Biography
A student of engineering at Moscow University, Pudovkin saw active duty during World War I, being captured by the Germans. After the war, he abandoned his professional activity and joined the world of cinema, first as a screenwriter, actor and art director, and then as an assistant director to Lev Kuleshov.
After a few tries with advertising cinema, he directed in 1926 that which will be considered one of the masterpieces of silent movies: Mother, where he developed several montage theories that would make him famous.
His first feature was followed by The End of St. Petersburg (1927), and Storm Over Asia (also known as The Heir of Genghis Khan), titles which compose a trilogy at the service of the bolshevik revolutionary policy.
In 1928, with the advent of sound film, Pudovkin, Sergei Eisenstein and Grigori Aleksandrov signed the Manifest of Sound, in which the possibilities of sound are debated, and always understood as a complement to image. This idea would be brought to bear in his next pictures: A Simple Case (1932) and The Deserter (1933), works that do not match the quality of earlier work.
With an interruption due to health concerns, Pudovkin returned to the movies in 1938, with a cycle of historic pieces that are not as successful as earlier works: Victory (1938); Minin and Pozharsky (1939) and Suvorov (1941).

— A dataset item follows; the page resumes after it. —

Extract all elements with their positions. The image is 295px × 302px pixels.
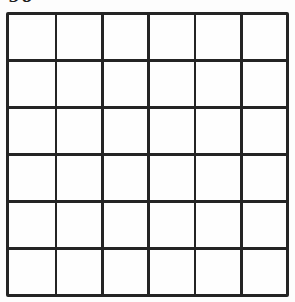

With the end of World War II, under Party criticism, he returned to his earlier subjects. In 1951, Pudovkin was awarded the Stalin Prize. His last work was The Return of Vasili Bortnikov (1953).
Read more about this topic: Vsevolod Pudovkin
Famous quotes containing the word biography:
“There never was a good biography of a good novelist. There couldnt be. He is too many people, if hes any good.”

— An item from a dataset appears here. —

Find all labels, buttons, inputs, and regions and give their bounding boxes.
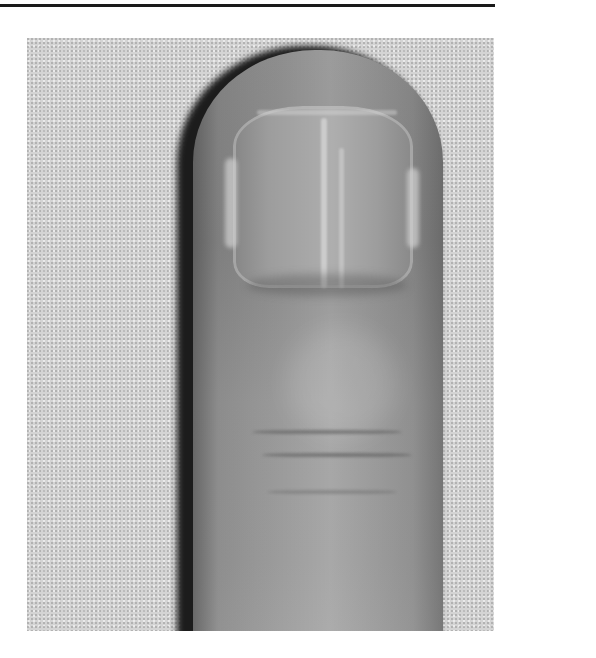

—F. Scott Fitzgerald (18961940)
“The death of Irving, which at any other time would have attracted universal attention, having occurred while these things were transpiring, went almost unobserved. I shall have to read of it in the biography of authors.”
—Henry David Thoreau (18171862)
“Had Dr. Johnson written his own life, in conformity with the opinion which he has given, that every mans life may be best written by himself; had he employed in the preservation of his own history, that clearness of narration and elegance of language in which he has embalmed so many eminent persons, the world would probably have had the most perfect example of biography that was ever exhibited.”